My newsfeed is showing a few top trainers openly calling, “What the actual hell, NRHA?” A very few. Mostly, it is filled with appalled horse(wo)men sharing videos that should have the owners and trainers disbarred from competing ever again, in my mind. This proof of drugging in competition is so revolting, I had to quickly turn off the first video I saw. If you are interested, you will have no trouble in finding the Sedivet story online.

In the name of balance, I have tried and tried to look up reasons why this would ever be considered ethical. Perhaps to mask a horse who is sore? To ensure the safety of someone who is overmounted? To make the sport more beautiful if we can’t see these horses openly resist in the warm-up pen? Nah, none of it makes any sense.

Drugging horses is not limited to reining, don’t kid yourselves. We see it in the lowest levels of 4H competition, never mind events that have prize money in the millions, or where little hunter ponies and pigtailed princesses are pitted against one another (on ponies that are insured for more than a modest house). One thing we know for certain. Anything beautiful will be turned to dreck the minute we involve a pile of money. And so it is, for the horses in sanctioned reining competition.

The crickets sounding forth from the industry pros—in all breeds and disciplines—is very telling. By their silence, it tells us that most of these pros are fine with drugging their horses.

I don’t know about you folks, but I am ashamed for my fellow man. I’ve watched these horses curl into themselves, lower and lower, in order to win. Bred smaller and smaller, started younger and younger, so often carrying overweight men… and now, this.

When will our abusing horses ever end?

A must read
02/12/2024

A must read

Thoroughbred inbreeding has increased dramatically in the last fifty years and will compromise overall population fertility and health.

02/05/2024

Hollow side/stiff side…..
Honestly, I have never found it to be that simple!!! Well, maybe decades ago I did.

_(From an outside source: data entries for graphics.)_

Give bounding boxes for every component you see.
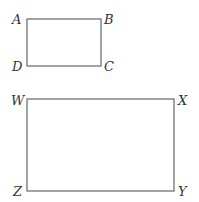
- rectangle-wxyz-shape: [27, 99, 174, 191]
- rectangle-abcd: A B C D: [11, 12, 114, 74]
- vertex-label-d: D: [11, 59, 23, 74]
- rectangle-wxyz: W X Y Z: [11, 93, 188, 199]
- vertex-label-a: A: [11, 12, 21, 27]
- vertex-label-w: W: [11, 93, 26, 108]
- diagram-canvas: A B C D W X Y Z: [0, 0, 199, 202]
- vertex-label-x: X: [177, 93, 188, 108]
- vertex-label-y: Y: [178, 184, 188, 199]
- vertex-label-z: Z: [12, 184, 23, 199]
- vertex-label-c: C: [104, 59, 114, 74]
- rectangle-abcd-shape: [27, 19, 101, 66]
- vertex-label-b: B: [103, 12, 114, 27]
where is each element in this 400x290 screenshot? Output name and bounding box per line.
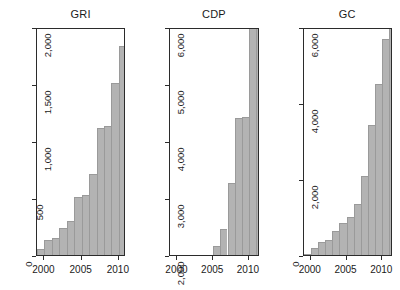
- plot-area-gc: [303, 28, 392, 256]
- y-tick: [165, 142, 169, 143]
- bar: [382, 39, 389, 255]
- bar: [67, 221, 74, 255]
- bar: [37, 249, 44, 255]
- x-tick: [43, 256, 44, 260]
- y-tick: [299, 28, 303, 29]
- x-tick: [381, 256, 382, 260]
- y-tick: [32, 142, 36, 143]
- panel-title-cdp: CDP: [169, 8, 258, 20]
- bar: [111, 83, 118, 255]
- bar: [213, 246, 220, 255]
- bar: [52, 238, 59, 255]
- bar-series-gc: [304, 29, 391, 255]
- bar: [256, 28, 259, 255]
- x-tick-label: 2000: [32, 264, 54, 275]
- y-tick-label: 4,000: [175, 148, 186, 172]
- x-tick: [310, 256, 311, 260]
- y-tick-label: 1,500: [42, 91, 53, 115]
- x-tick: [212, 256, 213, 260]
- x-tick: [176, 256, 177, 260]
- x-tick-label: 2010: [237, 264, 259, 275]
- bar: [82, 195, 89, 255]
- x-tick-label: 2005: [70, 264, 92, 275]
- x-tick-label: 2010: [370, 264, 392, 275]
- bar: [249, 28, 256, 255]
- bar: [220, 229, 227, 255]
- bar: [368, 125, 375, 255]
- bar: [318, 242, 325, 255]
- y-tick-label: 2,000: [42, 34, 53, 58]
- panel-title-gri: GRI: [36, 8, 125, 20]
- bar: [347, 217, 354, 255]
- x-tick: [248, 256, 249, 260]
- y-tick: [165, 256, 169, 257]
- x-tick-label: 2005: [334, 264, 356, 275]
- y-tick-label: 6,000: [308, 34, 319, 58]
- y-tick: [32, 28, 36, 29]
- x-tick-label: 2010: [107, 264, 129, 275]
- y-tick-label: 1,000: [42, 148, 53, 172]
- bar: [59, 228, 66, 255]
- plot-area-gri: [36, 28, 125, 256]
- y-tick-label: 6,000: [175, 34, 186, 58]
- bar: [119, 46, 125, 255]
- panel-gc: GC02,0004,0006,000200020052010: [267, 0, 400, 290]
- bar: [311, 248, 318, 255]
- y-tick: [165, 199, 169, 200]
- y-tick-label: 3,000: [175, 205, 186, 229]
- y-tick-label: 500: [34, 205, 45, 221]
- x-tick-label: 2000: [299, 264, 321, 275]
- bar: [339, 223, 346, 255]
- bar: [104, 126, 111, 255]
- y-tick: [165, 28, 169, 29]
- panel-gri: GRI05001,0001,5002,000200020052010: [0, 0, 133, 290]
- y-tick: [165, 85, 169, 86]
- bar: [97, 128, 104, 255]
- panel-cdp: CDP2,0003,0004,0005,0006,000200020052010: [133, 0, 266, 290]
- x-tick: [346, 256, 347, 260]
- bar: [389, 28, 392, 255]
- x-tick-label: 2005: [201, 264, 223, 275]
- panel-title-gc: GC: [303, 8, 392, 20]
- y-tick-label: 5,000: [175, 91, 186, 115]
- y-tick: [32, 256, 36, 257]
- bar: [375, 84, 382, 255]
- bar: [325, 240, 332, 255]
- y-tick: [32, 85, 36, 86]
- bar: [44, 240, 51, 255]
- bar: [74, 197, 81, 255]
- y-tick-label: 2,000: [308, 186, 319, 210]
- bar: [304, 254, 311, 255]
- bar: [242, 117, 249, 255]
- y-tick-label: 4,000: [308, 110, 319, 134]
- x-tick: [118, 256, 119, 260]
- y-tick: [299, 180, 303, 181]
- bar: [89, 174, 96, 255]
- y-tick: [299, 104, 303, 105]
- bar: [228, 183, 235, 255]
- bar: [235, 118, 242, 255]
- bar: [354, 204, 361, 255]
- x-tick-label: 2000: [165, 264, 187, 275]
- three-panel-histogram-figure: GRI05001,0001,5002,000200020052010 CDP2,…: [0, 0, 400, 290]
- bar: [332, 231, 339, 255]
- y-tick: [299, 256, 303, 257]
- y-tick: [32, 199, 36, 200]
- x-tick: [81, 256, 82, 260]
- bar-series-gri: [37, 29, 124, 255]
- bar: [361, 176, 368, 255]
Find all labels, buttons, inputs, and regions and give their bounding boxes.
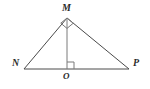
- segment-MN: [24, 18, 67, 69]
- vertex-label-N: N: [12, 58, 19, 68]
- triangle-figure: [0, 0, 150, 89]
- diagram-canvas: M N P O: [0, 0, 150, 89]
- segment-MP: [67, 18, 129, 69]
- vertex-label-O: O: [63, 71, 70, 81]
- vertex-label-M: M: [62, 3, 71, 13]
- vertex-label-P: P: [133, 58, 139, 68]
- right-angle-at-O-icon: [67, 62, 74, 69]
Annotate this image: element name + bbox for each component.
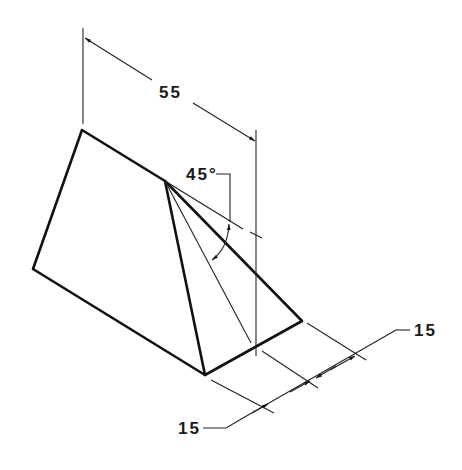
extension-line-mid [262,351,318,388]
bottom-offset-label: 15 [178,419,201,438]
bottom-leader [203,418,243,428]
prism-outline [33,130,302,375]
angle-label: 45° [186,165,218,184]
angle-projection-line [165,181,251,343]
extension-line-right-vertex [307,323,366,360]
offset-dimensions: 15 15 [178,321,437,438]
wedge-drawing: 55 45° 15 15 [0,0,462,470]
angle-leader [216,174,230,222]
length-label: 55 [159,83,182,102]
dim-line-right [193,103,255,141]
left-face [33,130,205,375]
right-offset-label: 15 [414,321,437,340]
dim-line-left [85,38,152,80]
arrow-mid [290,381,310,392]
extension-line-bottom-vertex [211,380,274,413]
arrow-right-2 [316,366,336,378]
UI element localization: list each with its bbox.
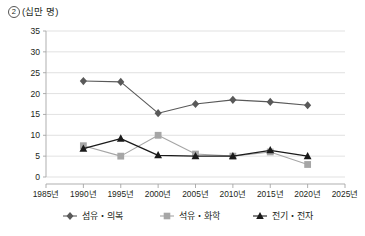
x-tick-label: 1995년 <box>107 189 134 199</box>
y-axis-tick-labels: 05101520253035 <box>30 26 40 182</box>
y-tick-label: 0 <box>35 172 40 182</box>
data-series <box>80 132 311 168</box>
x-tick-label: 2010년 <box>220 189 247 199</box>
legend-marker-icon <box>67 212 74 220</box>
legend-marker-icon <box>164 213 171 220</box>
line-chart-plot: 05101520253035 1985년1990년1995년2000년2005년… <box>0 0 365 236</box>
chart-legend: 섬유・의복석유・화학전기・전자 <box>63 211 314 221</box>
y-tick-label: 20 <box>30 89 40 99</box>
data-series <box>79 134 311 159</box>
legend-marker-icon <box>256 212 264 219</box>
x-tick-label: 2000년 <box>145 189 172 199</box>
x-axis-tick-labels: 1985년1990년1995년2000년2005년2010년2015년2020년… <box>33 189 359 199</box>
x-tick-label: 2015년 <box>257 189 284 199</box>
data-point-marker <box>117 153 124 160</box>
legend-label: 석유・화학 <box>179 211 220 221</box>
data-point-marker <box>304 161 311 168</box>
y-tick-label: 35 <box>30 26 40 36</box>
legend-item[interactable]: 전기・전자 <box>253 211 314 221</box>
x-tick-label: 1990년 <box>70 189 97 199</box>
x-tick-label: 2020년 <box>294 189 321 199</box>
x-axis-group <box>46 31 345 188</box>
data-point-marker <box>304 101 311 109</box>
legend-label: 전기・전자 <box>272 211 314 221</box>
data-point-marker <box>80 77 87 85</box>
data-point-marker <box>155 109 162 117</box>
legend-item[interactable]: 석유・화학 <box>160 211 220 221</box>
y-tick-label: 5 <box>35 151 40 161</box>
data-point-marker <box>117 78 124 86</box>
legend-label: 섬유・의복 <box>82 211 123 221</box>
y-tick-label: 10 <box>30 130 40 140</box>
data-point-marker <box>267 98 274 106</box>
chart-container: 2(십만 명) 05101520253035 1985년1990년1995년20… <box>0 0 365 236</box>
series-line <box>83 81 307 113</box>
x-tick-label: 2005년 <box>182 189 209 199</box>
data-point-marker <box>192 100 199 108</box>
y-tick-label: 25 <box>30 68 40 78</box>
data-series-group <box>79 77 311 168</box>
legend-item[interactable]: 섬유・의복 <box>63 211 123 221</box>
x-tick-label: 2025년 <box>332 189 359 199</box>
y-tick-label: 15 <box>30 109 40 119</box>
data-series <box>80 77 311 117</box>
x-tick-label: 1985년 <box>33 189 60 199</box>
y-tick-label: 30 <box>30 47 40 57</box>
data-point-marker <box>229 96 236 104</box>
data-point-marker <box>155 132 162 139</box>
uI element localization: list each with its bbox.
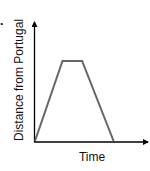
distance-line bbox=[35, 61, 114, 141]
x-axis-label: Time bbox=[79, 150, 106, 164]
y-axis-label: Distance from Portugal bbox=[12, 19, 26, 141]
distance-time-chart: Distance from Portugal Time bbox=[0, 0, 150, 171]
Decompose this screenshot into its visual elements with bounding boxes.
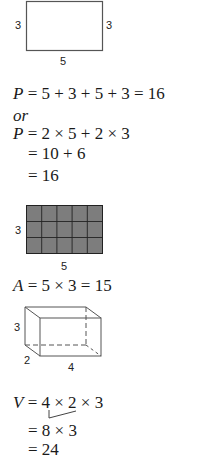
area-equation: A = 5 × 3 = 15: [13, 277, 112, 294]
area-bottom-label: 5: [61, 261, 67, 272]
perimeter-equation-2: P = 2 × 5 + 2 × 3: [13, 125, 130, 142]
perimeter-left-label: 3: [15, 20, 21, 31]
perimeter-equation-1: P = 5 + 3 + 5 + 3 = 16: [13, 85, 165, 102]
volume-height-label: 3: [14, 322, 20, 333]
volume-width-label: 4: [68, 362, 74, 373]
volume-equation-1: V = 4 × 2 × 3: [13, 394, 103, 411]
perimeter-right-label: 3: [106, 20, 112, 31]
area-grid: [27, 206, 103, 254]
perimeter-equation-4: = 16: [28, 167, 59, 184]
volume-equation-3: = 24: [28, 441, 59, 455]
volume-equation-2: = 8 × 3: [28, 422, 77, 439]
volume-prism: [25, 307, 101, 356]
volume-depth-label: 2: [24, 355, 30, 366]
or-connector: or: [13, 107, 28, 124]
area-left-label: 3: [15, 225, 21, 236]
perimeter-equation-3: = 10 + 6: [28, 145, 85, 162]
perimeter-rectangle: [27, 2, 103, 51]
figures-canvas: [0, 0, 200, 455]
perimeter-bottom-label: 5: [60, 56, 66, 67]
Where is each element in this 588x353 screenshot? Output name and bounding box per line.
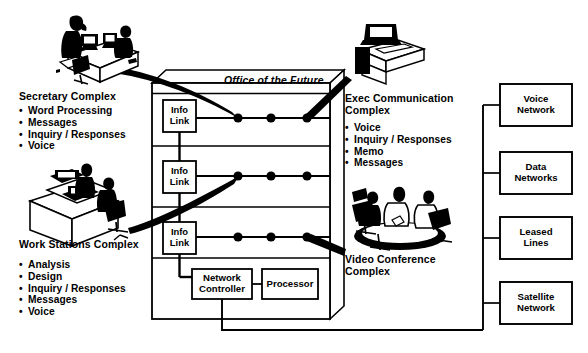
secretary-complex-list: •Word Processing •Messages •Inquiry / Re… bbox=[19, 105, 126, 152]
list-item: •Messages bbox=[19, 294, 126, 306]
bullet-icon: • bbox=[19, 129, 28, 141]
bullet-icon: • bbox=[19, 140, 28, 152]
processor-label: Processor bbox=[262, 269, 318, 299]
data-networks-label-line2: Networks bbox=[514, 173, 557, 184]
office-of-the-future-banner: Office of the Future bbox=[224, 75, 324, 86]
info-link-label-1: Info Link bbox=[163, 105, 196, 127]
bullet-icon: • bbox=[19, 283, 28, 295]
bus-node-3-1[interactable] bbox=[233, 232, 242, 241]
bullet-icon: • bbox=[345, 157, 354, 169]
office-box-3d-side bbox=[330, 70, 344, 319]
satellite-network-label: Satellite Network bbox=[500, 282, 572, 324]
bus-node-2-2[interactable] bbox=[266, 171, 275, 180]
list-item: •Word Processing bbox=[19, 105, 126, 117]
exec-communication-illustration bbox=[355, 24, 424, 84]
satellite-network-label-line2: Network bbox=[517, 303, 555, 314]
bullet-icon: • bbox=[19, 105, 28, 117]
bullet-icon: • bbox=[19, 259, 28, 271]
exec-communication-complex-heading: Exec Communication Complex bbox=[345, 92, 454, 116]
bullet-icon: • bbox=[19, 271, 28, 283]
list-item: •Analysis bbox=[19, 259, 126, 271]
info-link-label-1-line1: Info bbox=[171, 104, 188, 115]
exec-communication-complex-list: •Voice •Inquiry / Responses •Memo •Messa… bbox=[345, 122, 452, 169]
bullet-icon: • bbox=[345, 146, 354, 158]
bus-node-3-2[interactable] bbox=[266, 232, 275, 241]
network-controller-label: Network Controller bbox=[192, 269, 252, 299]
list-item: •Messages bbox=[345, 157, 452, 169]
work-stations-complex-list: •Analysis •Design •Inquiry / Responses •… bbox=[19, 259, 126, 318]
info-link-label-3-line2: Link bbox=[170, 237, 189, 248]
voice-network-label: Voice Network bbox=[500, 84, 572, 126]
bullet-icon: • bbox=[19, 117, 28, 129]
list-item: •Design bbox=[19, 271, 126, 283]
secretary-complex-heading: Secretary Complex bbox=[19, 90, 116, 102]
voice-network-label-line2: Network bbox=[517, 105, 555, 116]
video-conference-complex-heading: Video Conference Complex bbox=[345, 253, 436, 277]
work-stations-complex-heading: Work Stations Complex bbox=[19, 238, 139, 250]
info-link-label-3-line1: Info bbox=[171, 226, 188, 237]
list-item: •Memo bbox=[345, 146, 452, 158]
bullet-icon: • bbox=[19, 294, 28, 306]
bus-node-2-3[interactable] bbox=[302, 171, 311, 180]
list-item: •Messages bbox=[19, 117, 126, 129]
bus-node-1-2[interactable] bbox=[266, 113, 275, 122]
info-link-label-2: Info Link bbox=[163, 166, 196, 188]
data-networks-label: Data Networks bbox=[500, 152, 572, 194]
work-stations-complex-illustration bbox=[30, 164, 128, 246]
list-item: •Voice bbox=[19, 140, 126, 152]
info-link-label-3: Info Link bbox=[163, 227, 196, 249]
list-item: •Inquiry / Responses bbox=[19, 283, 126, 295]
info-link-label-1-line2: Link bbox=[170, 115, 189, 126]
processor-label-line1: Processor bbox=[267, 279, 314, 290]
bullet-icon: • bbox=[345, 134, 354, 146]
list-item: •Inquiry / Responses bbox=[345, 134, 452, 146]
network-controller-label-line2: Controller bbox=[199, 284, 245, 295]
bullet-icon: • bbox=[345, 122, 354, 134]
list-item: •Voice bbox=[345, 122, 452, 134]
leased-lines-label-line2: Lines bbox=[519, 238, 552, 249]
exec-communication-heading-line2: Complex bbox=[345, 104, 454, 116]
video-conference-heading-line2: Complex bbox=[345, 265, 436, 277]
video-conference-heading-line1: Video Conference bbox=[345, 253, 436, 265]
bullet-icon: • bbox=[19, 306, 28, 318]
list-item: •Inquiry / Responses bbox=[19, 129, 126, 141]
leased-lines-label: Leased Lines bbox=[500, 217, 572, 259]
video-conference-illustration bbox=[352, 187, 452, 250]
info-link-label-2-line1: Info bbox=[171, 165, 188, 176]
list-item: •Voice bbox=[19, 306, 126, 318]
exec-communication-heading-line1: Exec Communication bbox=[345, 92, 454, 104]
info-link-label-2-line2: Link bbox=[170, 176, 189, 187]
diagram-canvas: Office of the Future Info Link Info Link… bbox=[0, 0, 588, 353]
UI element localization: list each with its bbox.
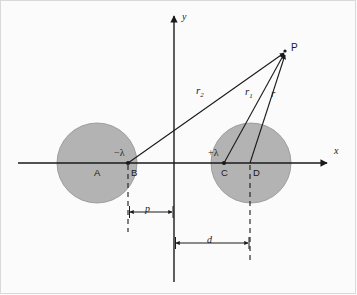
x-axis-label: x <box>334 146 338 156</box>
p-dimension-label: p <box>145 204 150 214</box>
positive-lambda-label: +λ <box>208 148 219 158</box>
vector-r2-label: r2 <box>196 85 204 99</box>
vector-r-label: r <box>271 88 275 99</box>
right-cylinder-center-label: D <box>253 168 260 178</box>
field-point-dot <box>283 49 286 52</box>
y-axis-label: y <box>182 12 186 22</box>
charge-dot-B <box>126 161 130 165</box>
vector-r1-label: r1 <box>245 86 253 100</box>
negative-lambda-label: −λ <box>114 148 125 158</box>
figure-canvas: x y A B −λ C D +λ P r2 r1 r p d <box>0 0 357 295</box>
left-cylinder-center-label: A <box>94 168 100 178</box>
field-point-label: P <box>291 43 298 53</box>
left-line-charge-label: B <box>131 168 137 178</box>
charge-dot-C <box>222 161 226 165</box>
d-dimension-label: d <box>207 235 212 245</box>
diagram-svg <box>0 0 357 295</box>
right-line-charge-label: C <box>221 168 228 178</box>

I know I have my own thoughts on this, so I hit up Google to see what most trainers think is more often the hollow side…. Everyone seems to agree that most often horses are hollow to the same side, but I’m finding they don’t all agree whether that is the left or the right!
If we are talking green horses and green riders, and gross generalizations then I would say the stiff side is usually to the right, and the hollow side is usually to the left. I find more horses are apt to fall on their right shoulder, causing them to swing the base of the neck to the left.

THAT SAID, once the horse and rider learn to fix this issue, two things happen…
1.) They both overcompensate and often lose the left shoulder to the outside while traveling to the right. (This might also be because most riders are right handed and tend to overuse the inside rein and forget they have an outside rein while traveling clockwise.)
2.)  As we become more advanced we start to notice that even though the horse was hollow in the base of his neck left, and stiff in the base of his neck to the right, quite frequently the absolute opposite is happening up at the horses poll joint!!  If the base of the neck is stiff to the right, I find the poll joint is more likely to be stiff left.

I also find that most riders tend to sit to the left, causing horses to bend through the rib cage to the left just fine, and they have one heck of a time to the right!! But again, once we fix this, there commonly tends to be an overcompensation.

I guess the point is, it’s not as easy as good banana or bad banana! Lol. Not when it comes to lateral bend.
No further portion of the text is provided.